There There is a wondrous and shattering portrait of an America few of us have ever seen and it is destined to be a classic. It grapples with a complex and painful history, with an inheritance of beauty and spirituality, alongside a plague of addiction, abuse, and suicide.

The Porpoise, by Mark Haddon
 
A newborn baby is the sole survivor of a terrifying plane crash. She is raised in wealthy isolation by an overprotective father. She knows nothing of the rumours about a beautiful young woman, hidden from the world. When a suitor visits, he understands far more than he should. Forced to run for his life, he escapes aboard The Porpoise, with an assassin on his tail. So begins a wild adventure of a novel, damp with salt spray, blood and tears.
 
As profound as it is entertaining, The Porpoise is a major literary achievement by an author whose myriad talents are on full display.

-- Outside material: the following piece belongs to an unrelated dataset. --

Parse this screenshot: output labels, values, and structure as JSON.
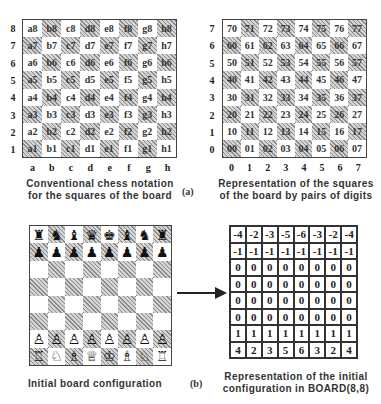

The Parisian, by Isabella Hammad
 
During the First World War, young Palestinian dreamer Midhat Kamal picks his way across a fractured Paris where quickly he discovers that everything is fragile: love turns to loss, friends become enemies and everyone is looking for a place to belong.
 
An intensely human story amidst a global conflict, The Parisian is historical fiction with a remarkable contemporary voice.

Clock Dance, by Anne Tyler
 
Willa Drake can count on one hand the defining moments of her life. So when she receives a phone call telling her that her son’s ex-girlfriend has been shot and needs her help, she drops everything and flies across the country. Surrounded by new and surprising neighbours, she finds community, and takes pleasure in the most unexpected things.
 
A bittersweet novel of hope, Clock Dance brings us the everyday life of a woman who decides it’s never too late to change direction.